Source: The Needle (Houghton Mifflin Harcourt, 2011)


Bed in Summer
BY ROBERT LOUIS STEVENSON

In winter I get up at night
And dress by yellow candle-light.
In summer, quite the other way,
I have to go to bed by day.

I have to go to bed and see
The birds still hopping on the tree,
Or hear the grown-up people's feet
Still going past me in the street.

And does it not seem hard to you,
When all the sky is clear and blue,
And I should like so much to play,
To have to go to bed by day?

Source: A Child's Garden of Verses (1999)


A Summer Wind
BY MICHAEL FIELD

O wind, thou hast thy kingdom in the trees,
And all thy royalties
Sweep through the land to-day.
It is mid June,
And thou, with all thy instruments in tune,
Thine orchestra
Of heaving fields and heavy swinging fir,
Strikest a lay
That doth rehearse
Her ancient freedom to the universe.
All other sound in awe
Repeats its law:
The bird is mute; the sea
Sucks up its waves; from rain
The burthened clouds refrain,
To listen to thee in thy leafery,
Thou unconfined,
Lavish, large, soothing, refluent summer wind.
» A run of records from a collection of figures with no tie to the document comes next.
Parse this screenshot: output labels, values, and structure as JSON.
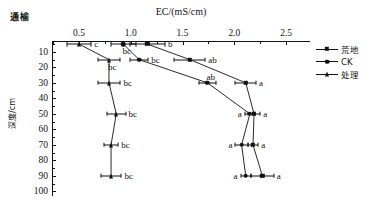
{
  "corner_label": "通榆",
  "axes": {
    "x_title": "EC/(mS/cm)",
    "y_title": "深度/cm",
    "x_ticks": [
      "0.5",
      "1.0",
      "1.5",
      "2.0",
      "2.5"
    ],
    "y_ticks": [
      "10",
      "20",
      "30",
      "40",
      "50",
      "60",
      "70",
      "80",
      "90",
      "100"
    ]
  },
  "legend": {
    "items": [
      {
        "label": "荒地",
        "marker": "square"
      },
      {
        "label": "CK",
        "marker": "circle"
      },
      {
        "label": "处理",
        "marker": "triangle"
      }
    ]
  },
  "chart_data": {
    "type": "line",
    "title": "",
    "xlabel": "EC/(mS/cm)",
    "ylabel": "深度/cm",
    "xlim": [
      0.24,
      2.73
    ],
    "ylim": [
      3,
      103
    ],
    "y_inverted": true,
    "grid": false,
    "legend_position": "right",
    "x_ticks": [
      0.5,
      1.0,
      1.5,
      2.0,
      2.5
    ],
    "y_ticks": [
      10,
      20,
      30,
      40,
      50,
      60,
      70,
      80,
      90,
      100
    ],
    "depths": [
      5,
      15,
      30,
      50,
      70,
      90
    ],
    "series": [
      {
        "name": "荒地",
        "marker": "square",
        "x": [
          1.16,
          1.57,
          2.11,
          2.19,
          2.18,
          2.27
        ],
        "xerr": [
          0.17,
          0.15,
          0.1,
          0.06,
          0.05,
          0.11
        ],
        "labels": [
          "b",
          "ab",
          "a",
          "a",
          "a",
          "a"
        ],
        "label_side": [
          "right",
          "right",
          "right",
          "right",
          "right",
          "right"
        ]
      },
      {
        "name": "CK",
        "marker": "circle",
        "x": [
          0.93,
          1.08,
          1.74,
          2.15,
          2.07,
          2.11
        ],
        "xerr": [
          0.12,
          0.09,
          0.08,
          0.05,
          0.06,
          0.05
        ],
        "labels": [
          "bc",
          "bc",
          "ab",
          "a",
          "a",
          "a"
        ],
        "label_side": [
          "below",
          "right",
          "above",
          "left",
          "left",
          "left"
        ]
      },
      {
        "name": "处理",
        "marker": "triangle",
        "x": [
          0.5,
          0.79,
          0.79,
          0.86,
          0.81,
          0.81
        ],
        "xerr": [
          0.12,
          0.11,
          0.11,
          0.09,
          0.07,
          0.1
        ],
        "labels": [
          "c",
          "bc",
          "bc",
          "bc",
          "bc",
          "bc"
        ],
        "label_side": [
          "right",
          "below",
          "right",
          "right",
          "right",
          "right"
        ]
      }
    ]
  }
}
Source: Poetry Foundation - Summer
www.poetryfoundation.org


The End of Summer
BY RACHEL HADAS

Sweet smell of phlox drifting across the lawn—
an early warning of the end of summer.
August is fading fast, and by September
the little purple flowers will all be gone.

Season, project, and vacation done.
One more year in everybody’s life.
Add a notch to the old hunting knife
Time keeps testing with a horny thumb.

Over the summer months hung an unspoken
aura of urgency. In late July
galactic pulsings filled the midnight sky
like silent screaming, so that, strangely woken,

we looked at one another in the dark,
then at the milky magical debris
arcing across, dwarfing our meek mortality.
There were two ways to live: get on with work,

redeem the time, ignore the imminence
of cataclysm; or else take it slow,
be as tranquil as the neighbors’ cow
we love to tickle through the barbed wire fence
(she paces through her days in massive innocence,
or, seeing green pastures, we imagine so).
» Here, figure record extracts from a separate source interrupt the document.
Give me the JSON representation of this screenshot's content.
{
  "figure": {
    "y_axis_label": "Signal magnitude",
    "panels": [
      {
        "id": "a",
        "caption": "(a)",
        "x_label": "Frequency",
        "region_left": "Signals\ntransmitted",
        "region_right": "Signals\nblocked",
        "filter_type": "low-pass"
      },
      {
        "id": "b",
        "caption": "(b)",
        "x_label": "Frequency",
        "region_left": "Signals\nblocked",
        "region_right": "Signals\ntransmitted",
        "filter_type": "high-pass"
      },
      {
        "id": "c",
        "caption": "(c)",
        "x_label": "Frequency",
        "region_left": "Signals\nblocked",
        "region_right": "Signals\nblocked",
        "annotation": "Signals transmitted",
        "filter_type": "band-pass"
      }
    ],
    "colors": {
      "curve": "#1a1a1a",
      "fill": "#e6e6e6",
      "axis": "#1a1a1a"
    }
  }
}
In fact, not being cows, we have no choice.
Summer or winter, country, city, we
are prisoners from the start and automatically,
hemmed in, harangued by the one clamorous voice.

Not light but language shocks us out of sleep
ideas of doom transformed to meteors
we translate back to portents of the wars
looming above the nervous watch we keep.

Rachel Hadas, “The End of Summer” from Halfway Down the Hall: New and Selected Poems. Copyright © 1998 by Rachel Hadas. Reprinted with the permission of Wesleyan University Press.
Source: Halfway Down the Hall: New and Selected Poems (Wesleyan University Press, 1998)


Bleecker Street, Summer
BY DEREK WALCOTT

Summer for prose and lemons, for nakedness and languor,
for the eternal idleness of the imagined return,
for rare flutes and bare feet, and the August bedroom
of tangled sheets and the Sunday salt, ah violin!

When I press summer dusks together, it is
a month of street accordions and sprinklers
laying the dust, small shadows running from me.

It is music opening and closing, Italia mia, on Bleecker,
ciao, Antonio, and the water-cries of children
tearing the rose-coloured sky in streams of paper;
it is dusk in the nostrils and the smell of water
down littered streets that lead you to no water,
and gathering islands and lemons in the mind.

There is the Hudson, like the sea aflame.
I would undress you in the summer heat,
and laugh and dry your damp flesh if you came.

Derek Walcott, "Bleecker Street, Summer" from Collected Poems 1948-1984. Copyright © 1986 by Derek Walcott. Used by permission of Farrar, Straus & Giroux, LLC, www.fsgbooks.com. All rights reserved.
Source: Collected Poems 1948-1984 (Farrar, Straus and Giroux, 1986)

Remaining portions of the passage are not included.